In LSCD, the limbal region is clinically sensitive. A tight fit may raise concern for haptic pressure, reduced tear exchange, or stress near the limbal zone. Documentation here is not only about central vault. Clinicians may also review limbal clearance, edge alignment, and conjunctival response when deciding whether the fit is protecting the ocular surface or adding mechanical stress.
Case 2 — Keratoconus With a Scleral Lens (OD)
This OD case shows a clinician-described keratoconus patient wearing a scleral lens. The capture provides a clear anterior segment view for discussing lens centration, coverage over an irregular cornea, and limbal relationship.
Keratoconus fitting is highly individualized. A single image does not confirm the final fit. It can, however, help patients and trainees understand why irregular corneas often need specialty lens management, regular review, and parameter changes over time. Repeat captures may support comparison of lens position and ocular surface appearance across visits.
Case 3 — Post-PKP Corneal Graft With Fluorescein Fit Review (OS)
This OS case shows a penetrating keratoplasty (PKP) corneal graft patient wearing a scleral lens with fluorescein instilled. The image captures the graft–host junction, central donor tissue, fluorescein-filled vault, peripheral reservoir pattern, and small air bubbles visible within the dye field.
Post-graft fitting requires individualized assessment of vault, edge landing, fluorescein distribution, and any seal-related findings. Visible documentation may help clinicians explain the lens–graft relationship to patients and referring colleagues—and compare graft appearance and fluorescein pattern at follow-up. Bubbles in the fluorescein field are visible findings for clinical review, not automatic evidence of misfit without full context.
Case 4 — Post-PKP With a Fenestrated Scleral Lens and Visible Bubbles (OS)
This OS case shows a PKP corneal graft patient wearing a fenestrated scleral lens.
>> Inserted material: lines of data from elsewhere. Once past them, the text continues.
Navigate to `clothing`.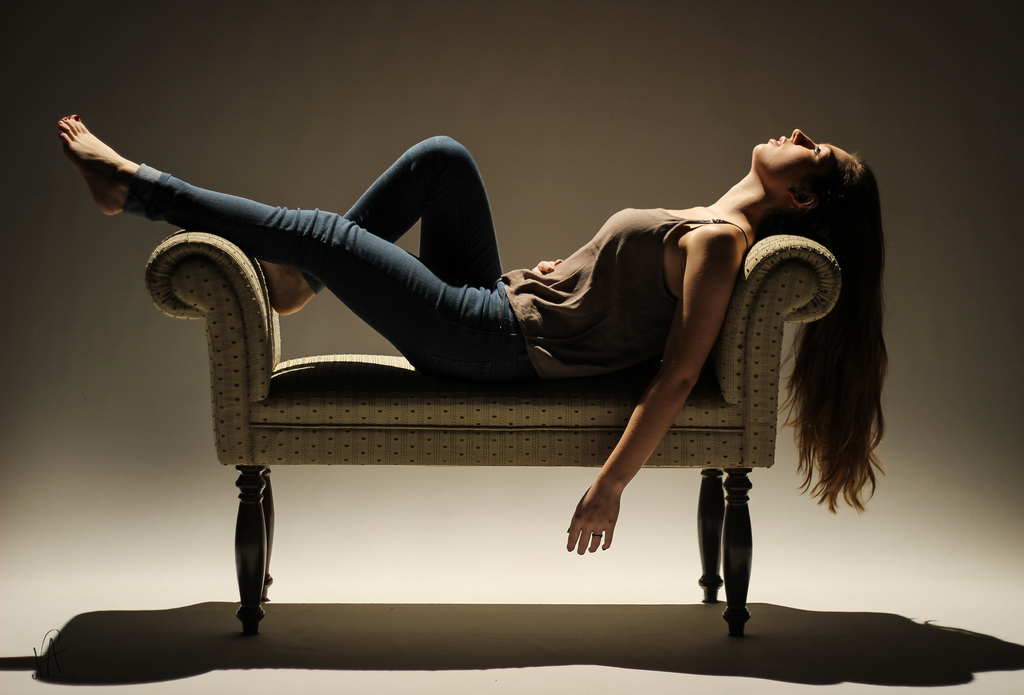
Navigation target: (53, 124, 900, 556).
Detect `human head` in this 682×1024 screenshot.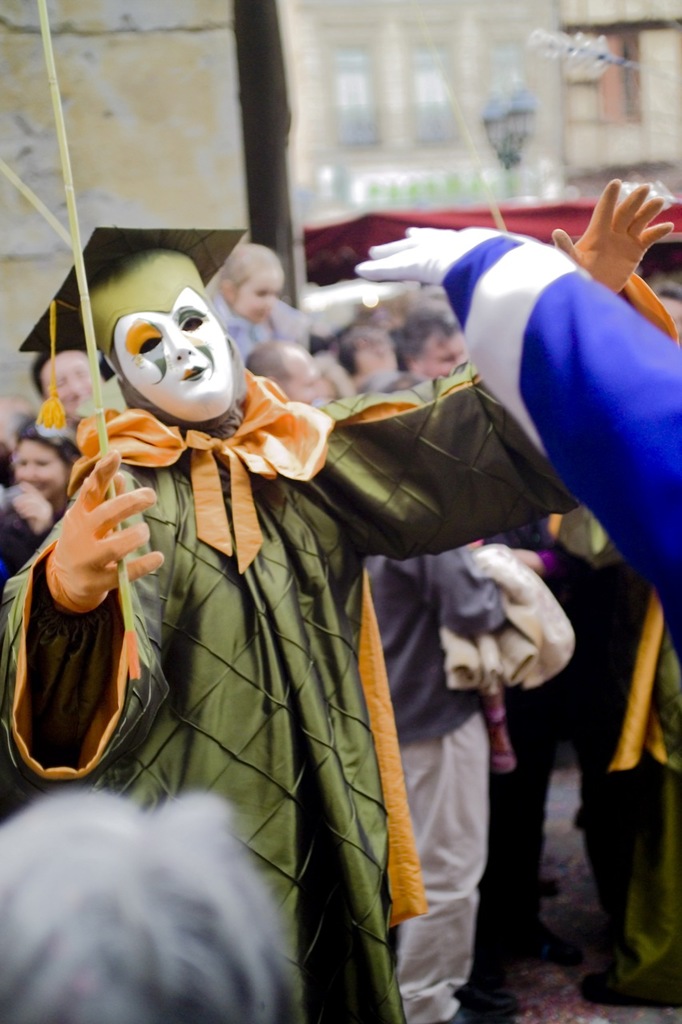
Detection: 70:256:242:434.
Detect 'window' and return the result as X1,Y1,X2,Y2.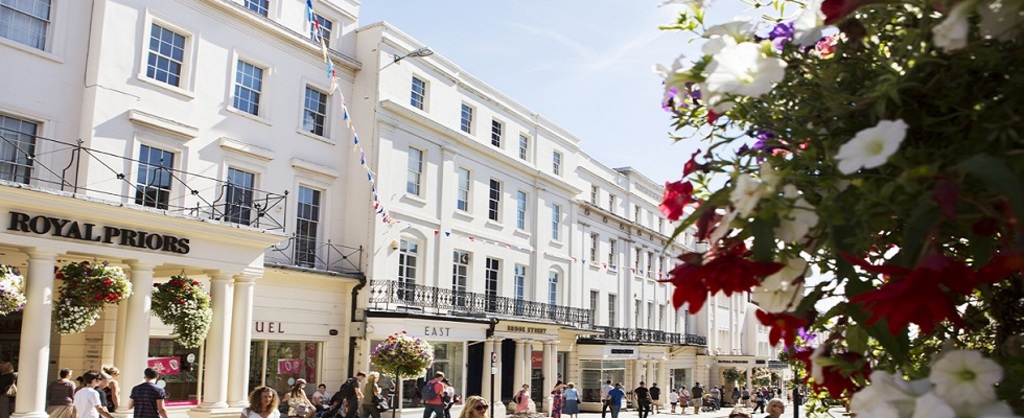
226,45,277,126.
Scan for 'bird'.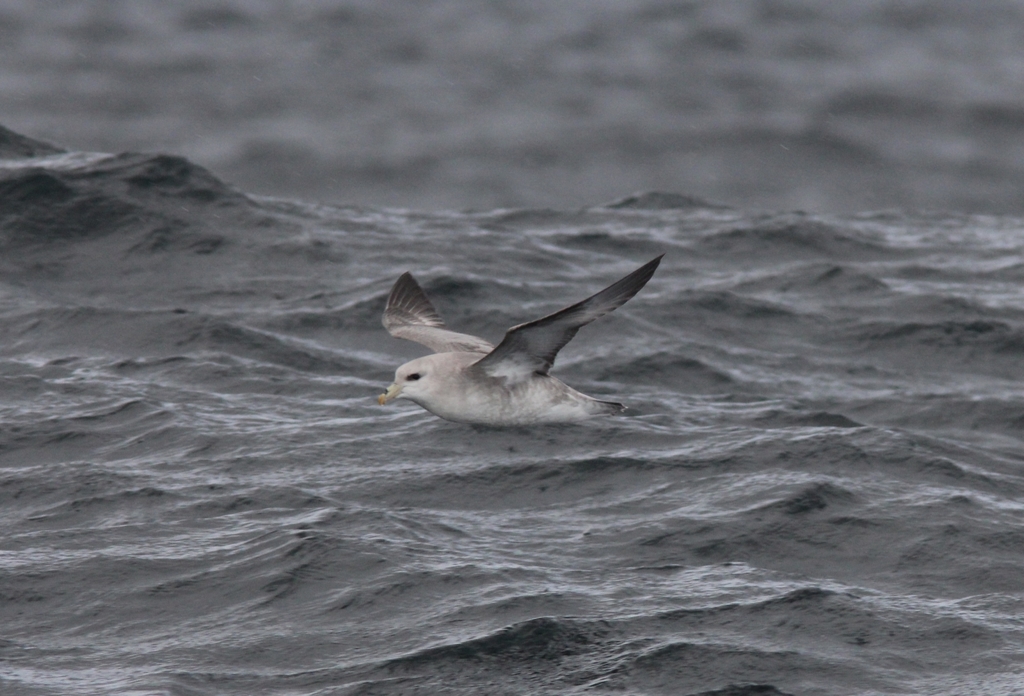
Scan result: box(365, 244, 655, 448).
Multiple air bubbles appear beneath the lens—including a large inferior bubble and smaller temporal and superior bubbles—alongside the graft–host junction and lens edge on the sclera.
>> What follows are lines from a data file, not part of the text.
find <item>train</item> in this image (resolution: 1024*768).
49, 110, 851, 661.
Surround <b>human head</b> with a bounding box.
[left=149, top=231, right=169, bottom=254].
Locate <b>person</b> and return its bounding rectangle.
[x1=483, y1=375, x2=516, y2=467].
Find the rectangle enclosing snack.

Fenestrated designs include small openings intended to support oxygenated tear circulation in some fitting plans. Bubble formation may still be a visible finding worth documenting when it relates to application technique, vault dynamics, or patient-reported symptoms. Imaging may support bubble-management discussion: where bubbles sit, whether they change after reapplication, and how to explain careful fill technique to the patient.
Three Steps in a Portable Scleral Fitting Documentation Workflow
1. Attach AnterVue to smartphone or tablet per kit instructions.
2. Capture after fluorescein instillation during fitting review—still images of vault, edge, and any visible bubbles or conjunctival response.
3. Review with the patient on screen; store per your clinic policy for visit-to-visit comparison.
This workflow fits teams that already discuss fluorescein patterns at the slit lamp but want a shareable visual record for education, training, and longitudinal review.
From Visible Findings to Better Conversations
Across these four scenarios, the practical takeaway is consistent: scleral lens care benefits from clear, repeatable anterior segment documentation—especially when the ocular surface is complex, the cornea is irregular, or the eye has surgical history.
AnterVue is designed to support that step in pre-test or chairside flow. It may help contact lens practitioners document visible fitting patterns, explain observations on screen, and compare findings across follow-up visits—while clinical judgment about vault, edge lift, bearing, and lens parameters stays with you.